Search results
Results from the WOW.Com Content Network
For other irregular verbs and their common patterns, see the article on Spanish irregular verbs. The tables include only the "simple" tenses (that is, those formed with a single word), and not the "compound" tenses (those formed with an auxiliary verb plus a non-finite form of the main verb), such as the progressive, perfect, and passive voice.
The cognates in the table below share meanings in English and Spanish, but have different pronunciation. Some words entered Middle English and Early Modern Spanish indirectly and at different times. For example, a Latinate word might enter English by way of Old French, but enter Spanish directly from Latin. Such differences can introduce ...
In the Spanish language there are some verbs with irregular past participles. There are also verbs with both regular and irregular participles, in which the irregular form is most used as an adjective , while the regular form tends to appear after haber to form compound perfect tenses.
Spanish verbs describing motion tend to emphasize direction instead of manner of motion. According to the pertinent classification, this makes Spanish a verb-framed language. This contrasts with English, where verbs tend to emphasize manner, and the direction of motion is left to helper particles, prepositions, or adverbs.
In -er verbs (and some -ir verbs, like disminuir) whose stem ends with a vowel, the i of the -iendo ending is replaced by y: e.g. leer, traer, creer → leyendo, trayendo, creyendo. In -ir verbs whose stem ends with e —such as reír and sonreír —the stem vowel e is raised to i (as is typical of -ir verbs), and this i merges with the i of ...
Singular nouns and plurals, for example, are treated as the same word, as are infinitives and verb conjugations. The table below includes the top 100 words from Davies' list of 5000. [7] [8] This list distinguishes between the definite articles lo and la and the pronouns lo and la; all are ranked individually.
Some verbs (including most G-verbs and most verbs ending in -ducir) have a somewhat different stem in the preterite. These stems are very old and often are found in Latin as well. The same irregular stem is also found in the imperfect subjunctive (both in -ra and -se forms) and the future subjunctive.
A verb that does not follow all of the standard conjugation patterns of the language is said to be an irregular verb. The system of all conjugated variants of a particular verb or class of verbs is called a verb paradigm; this may be presented in the form of a conjugation table.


- **Task statement**:
Work out how many lines in the entries below include the word "Change", and give only that figure.

- **Task material**:
──────────
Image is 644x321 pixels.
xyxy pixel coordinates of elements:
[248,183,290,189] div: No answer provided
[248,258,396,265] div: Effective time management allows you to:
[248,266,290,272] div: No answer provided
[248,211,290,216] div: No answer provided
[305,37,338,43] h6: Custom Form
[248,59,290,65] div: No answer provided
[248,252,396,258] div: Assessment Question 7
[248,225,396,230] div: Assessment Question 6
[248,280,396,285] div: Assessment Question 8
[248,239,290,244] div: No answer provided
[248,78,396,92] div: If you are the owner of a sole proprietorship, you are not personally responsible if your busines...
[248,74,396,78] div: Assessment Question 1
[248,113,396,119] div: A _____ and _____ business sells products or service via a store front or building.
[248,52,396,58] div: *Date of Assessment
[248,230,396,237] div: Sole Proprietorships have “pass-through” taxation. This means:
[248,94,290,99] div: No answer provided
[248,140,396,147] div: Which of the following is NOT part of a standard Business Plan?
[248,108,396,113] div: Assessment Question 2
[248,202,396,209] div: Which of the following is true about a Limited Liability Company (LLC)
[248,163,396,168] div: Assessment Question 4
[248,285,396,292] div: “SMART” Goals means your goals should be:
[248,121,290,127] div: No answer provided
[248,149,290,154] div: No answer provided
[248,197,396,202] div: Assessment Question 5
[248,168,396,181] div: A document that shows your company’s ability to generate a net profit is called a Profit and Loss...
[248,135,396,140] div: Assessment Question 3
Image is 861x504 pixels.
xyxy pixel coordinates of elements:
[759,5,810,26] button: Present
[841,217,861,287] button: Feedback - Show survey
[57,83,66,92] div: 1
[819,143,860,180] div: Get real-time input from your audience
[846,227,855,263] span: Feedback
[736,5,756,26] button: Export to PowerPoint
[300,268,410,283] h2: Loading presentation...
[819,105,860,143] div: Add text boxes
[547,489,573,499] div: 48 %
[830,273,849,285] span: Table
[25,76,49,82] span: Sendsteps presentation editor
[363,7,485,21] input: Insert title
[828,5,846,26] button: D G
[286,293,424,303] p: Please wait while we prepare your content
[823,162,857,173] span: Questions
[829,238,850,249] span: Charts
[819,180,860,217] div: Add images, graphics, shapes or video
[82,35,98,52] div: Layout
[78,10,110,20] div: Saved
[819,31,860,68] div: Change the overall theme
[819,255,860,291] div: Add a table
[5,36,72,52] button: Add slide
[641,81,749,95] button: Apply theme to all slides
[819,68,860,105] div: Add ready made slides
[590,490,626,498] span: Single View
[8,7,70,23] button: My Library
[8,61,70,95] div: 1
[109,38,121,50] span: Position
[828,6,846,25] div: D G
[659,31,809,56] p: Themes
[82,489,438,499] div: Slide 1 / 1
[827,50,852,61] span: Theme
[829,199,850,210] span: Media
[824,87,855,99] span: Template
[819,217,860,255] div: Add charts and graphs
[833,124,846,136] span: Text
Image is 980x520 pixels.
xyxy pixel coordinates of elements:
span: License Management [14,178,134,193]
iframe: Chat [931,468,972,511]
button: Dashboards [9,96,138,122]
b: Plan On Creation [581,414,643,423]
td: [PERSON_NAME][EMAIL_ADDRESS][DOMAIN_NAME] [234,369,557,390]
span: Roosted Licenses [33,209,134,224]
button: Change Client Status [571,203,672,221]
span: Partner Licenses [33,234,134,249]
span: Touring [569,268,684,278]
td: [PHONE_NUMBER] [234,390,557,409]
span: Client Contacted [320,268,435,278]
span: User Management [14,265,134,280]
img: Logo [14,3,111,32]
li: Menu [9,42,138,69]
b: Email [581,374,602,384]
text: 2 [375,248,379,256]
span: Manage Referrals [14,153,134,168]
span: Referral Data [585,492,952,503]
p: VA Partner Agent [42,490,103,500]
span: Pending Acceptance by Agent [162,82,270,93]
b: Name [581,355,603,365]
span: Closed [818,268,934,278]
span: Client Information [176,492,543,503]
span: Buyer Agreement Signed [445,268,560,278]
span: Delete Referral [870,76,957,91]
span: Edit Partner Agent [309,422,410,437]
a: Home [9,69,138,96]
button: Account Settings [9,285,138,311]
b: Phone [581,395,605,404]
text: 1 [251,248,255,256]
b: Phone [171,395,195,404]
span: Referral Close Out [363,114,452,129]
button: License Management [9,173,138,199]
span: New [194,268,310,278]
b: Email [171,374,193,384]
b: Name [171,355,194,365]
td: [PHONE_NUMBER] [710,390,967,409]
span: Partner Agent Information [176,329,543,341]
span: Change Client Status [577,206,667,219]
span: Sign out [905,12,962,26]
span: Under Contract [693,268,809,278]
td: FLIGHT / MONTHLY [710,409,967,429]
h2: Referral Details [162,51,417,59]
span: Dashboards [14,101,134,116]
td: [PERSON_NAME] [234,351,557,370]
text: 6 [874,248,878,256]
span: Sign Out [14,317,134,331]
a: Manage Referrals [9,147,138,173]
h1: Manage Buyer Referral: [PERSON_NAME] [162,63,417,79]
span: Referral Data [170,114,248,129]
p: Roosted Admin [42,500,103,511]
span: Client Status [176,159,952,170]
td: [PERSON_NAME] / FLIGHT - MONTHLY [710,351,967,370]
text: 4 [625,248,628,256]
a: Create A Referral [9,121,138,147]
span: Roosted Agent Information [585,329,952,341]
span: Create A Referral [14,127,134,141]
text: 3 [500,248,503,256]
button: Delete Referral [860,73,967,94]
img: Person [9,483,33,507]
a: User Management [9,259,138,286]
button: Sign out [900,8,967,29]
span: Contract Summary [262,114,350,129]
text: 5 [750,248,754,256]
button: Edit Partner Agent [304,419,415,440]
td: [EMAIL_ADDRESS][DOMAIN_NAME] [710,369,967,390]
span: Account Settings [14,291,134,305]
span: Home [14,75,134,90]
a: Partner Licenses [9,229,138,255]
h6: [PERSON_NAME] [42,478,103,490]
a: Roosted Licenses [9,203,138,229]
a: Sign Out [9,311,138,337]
──────────
- **Written solution**:
3